Place of origin: Thailand

Date: 18th century

This razor was used in conjunction with the tonsure scissors (402-1894) during the top-knot ceremony. The high level of craftsmanship that it displays are similar to the tonsure scissors, suggesting both formed part of a set.

 

razor (pdf) Place of origin: Netherlands (possibly) Date: 1700-1730 (made)

In the seventeenth century, male fashion favoured clean shaven features, and by the 1680s a new type of straight razor, with a narrow folding blade, made the process easier. The French barber Jean-Jacques Perret published a work on the art of shaving in 1769 -- a treatise intended to promote a razor with a protective L-shaped guard along one edge of the metal blade that he had designed himself. This case, with its toilet and shaving implements (the razors are of the folding type), is a well-preserved and early example.
Tortoiseshell was used in the Netherlands as a background to silver openwork on bookbindings and caskets.
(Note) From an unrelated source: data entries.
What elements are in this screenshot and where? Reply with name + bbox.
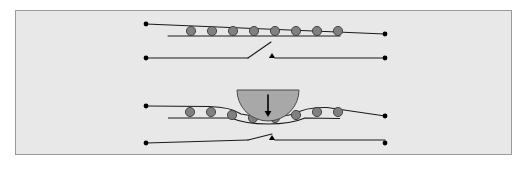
bead [207, 26, 216, 35]
terminal-dot-left-switch-closed [144, 141, 149, 146]
terminal-dot-right-chain-undeformed [383, 32, 388, 37]
bead [206, 107, 215, 116]
switch-blade-open [248, 42, 271, 58]
terminal-dot-left-chain-undeformed [144, 22, 149, 27]
terminal-dot-right-chain-indented [383, 114, 388, 119]
diagram-canvas [0, 0, 524, 169]
bead [333, 107, 342, 116]
bead [312, 26, 321, 35]
switch-contact-marker-closed [269, 135, 275, 140]
bead [228, 26, 237, 35]
bead [333, 26, 342, 35]
bead-group-undeformed [186, 26, 342, 35]
indenter [237, 90, 299, 121]
bead [312, 107, 321, 116]
bead [227, 110, 236, 119]
scene-indented [144, 90, 388, 145]
bead [249, 26, 258, 35]
chain-rail-top-undeformed [146, 24, 385, 34]
switch-wire-left-closed [146, 140, 248, 143]
terminal-dot-right-switch-open [383, 56, 388, 61]
switch-contact-marker-open [269, 53, 275, 58]
switch-open [144, 42, 388, 60]
scene-undeformed [144, 22, 388, 61]
bead [185, 107, 194, 116]
switch-blade-closed [248, 134, 272, 140]
terminal-dot-right-switch-closed [383, 141, 388, 146]
bead [291, 110, 300, 119]
terminal-dot-left-switch-open [144, 56, 149, 61]
bead [291, 26, 300, 35]
bead [186, 26, 195, 35]
figure-root [0, 0, 524, 169]
terminal-dot-left-chain-indented [144, 104, 149, 109]
bead [270, 26, 279, 35]
bead-chain-undeformed [144, 22, 388, 37]
switch-closed [144, 134, 388, 145]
The tassel and shell-like motifs, together with the curling, interlaced 'c' shapes which decorate this casket and its implements seem to be an interpretation of fashionable seventeenth-century designs such as those by the French-born designer Daniel Marot (1661–1752), who worked principally for the courts of Holland and England.

 

Napoleon (pdf)

 

The case is thought to have been made by Wilson, Walker & Co. of Leeds for the Great Exhibition of 1851

Trade card (pdf)

The engraver Edward Warner (active about 1750) has shown, within, around and hanging from a very elaborate, asymmetrical Rococo framework, some of the goods sold by Henry Patten. His main stock seems to have been cutlery (some of it sold in special boxes), razors, penknives and scissors, including horse scissors.

 

Razor (pdf)

Place of origin: Europe (West, made) Date: 18th century (made)

Cut throat razor with guards covered with tortoiseshell with silver pique in the form of dragon's heads and floral scrolls. Mark: + V Z,

 

Les Communeux par H. Nérac; Paschal Grousset (pdf)

Place of origin: Paris, France (printed) Date: 1871 (printed)

Satirical print in which Paschal Grousset is depicted as a moustachioed woman, wearing a red and blue dress and holding a barber's razor.